Taking charge

Ken Steinback believes launching a business is a lot like marriage in at least one respect.
“When you get married, you usually spend a lot of time with your future bride learning about her family and her beliefs and everything about her before you make up your mind that you’re going to spend the rest of your life with her,” Steinback says. “Getting married with partners is the same thing.”
Unfortunately for Steinback, he didn’t learn that lesson until after he and his partners had started CSI Leasing Inc. nearly 40 years ago.
“I didn’t do much due diligence on my partners,” says Steinback, the company’s co-founder and chairman. “I didn’t court them and figure out what they were all about and where they came from. I just knew they were people I worked with or people I just knew and I ended up going into business with them.”

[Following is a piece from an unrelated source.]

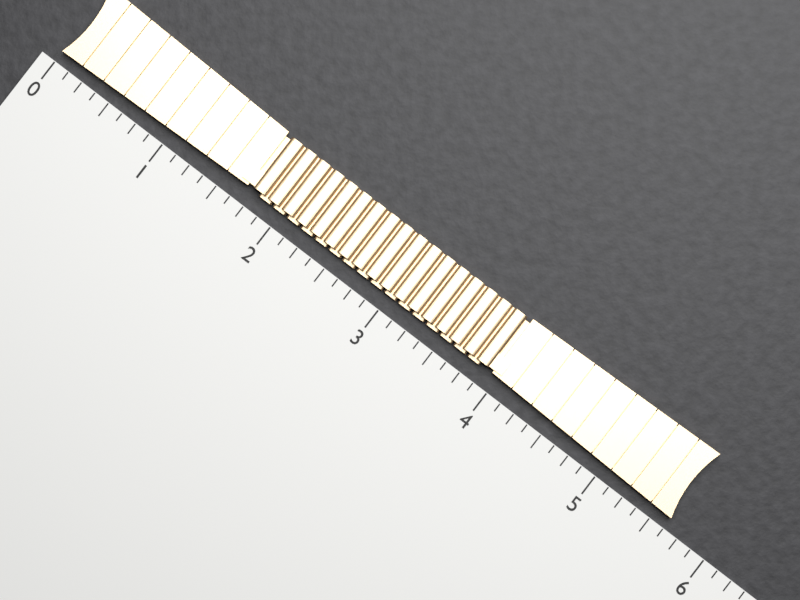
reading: 5.625 (no unit)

Today, CSI Leasing is one of the largest independent IT leasing specialists in the world, with more than 650 employees and $367 million in fiscal 2008 revenue. Back in 1972, it was a brand-new operation with a team of leaders that couldn’t work together.
“We started the business as basically a partnership,” Steinback says. “Shortly thereafter, I realized you can’t run a business as a partnership unless you have leadership, especially when you’re all equal.

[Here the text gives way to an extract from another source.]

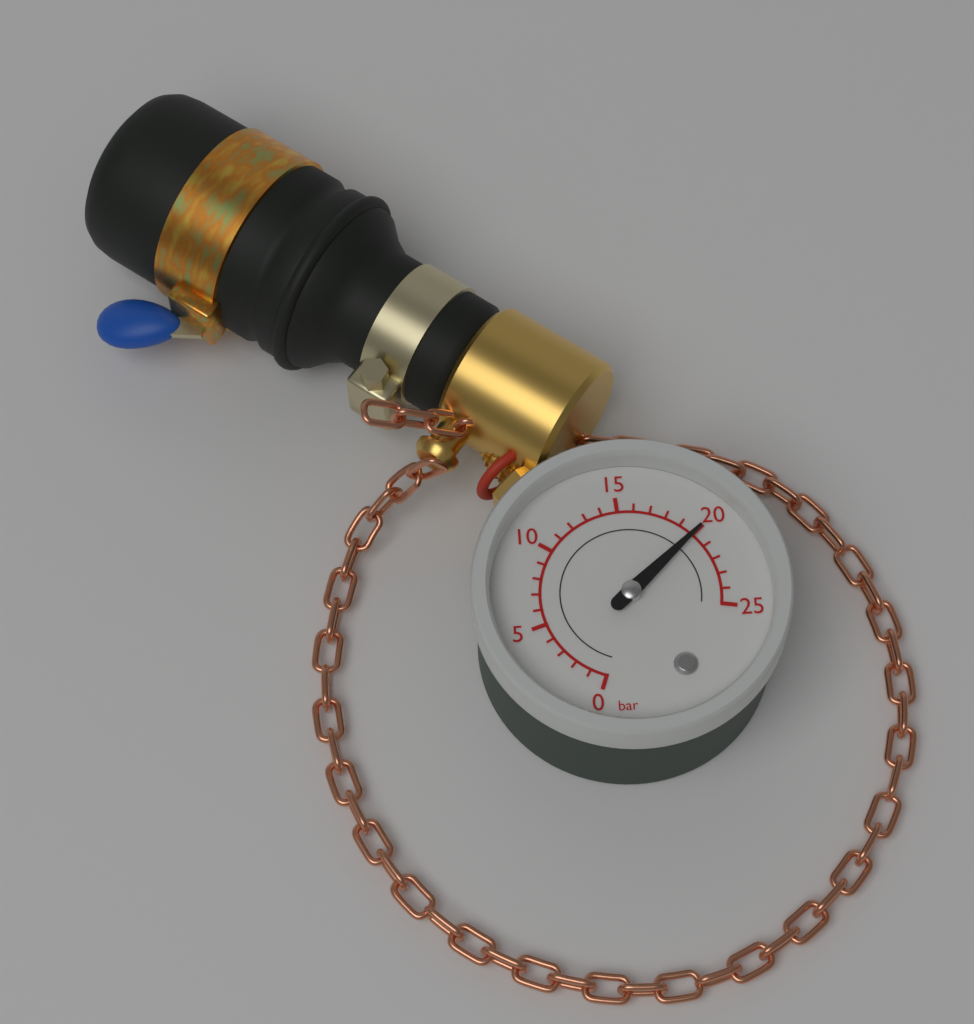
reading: 20 bar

“I took over the leadership role early on because you couldn’t have four partners doing the same thing and duplicating each other’s efforts and stumbling over each other. That was quite honestly what happened the first couple years we were in business until I realized it doesn’t work that way. Equal partnerships just don’t work.”
Steinback feels like the lessons learned from his problems at the start of CSI have made him a better leader today. The experience has given him a better sense of how to build a strong and cohesive leadership team and how to get that team to work with him as the company’s leader.
“That is the reason why my entire management team has been with me for well over 20 years and we’ve had very little turnover within the company,” Steinback says.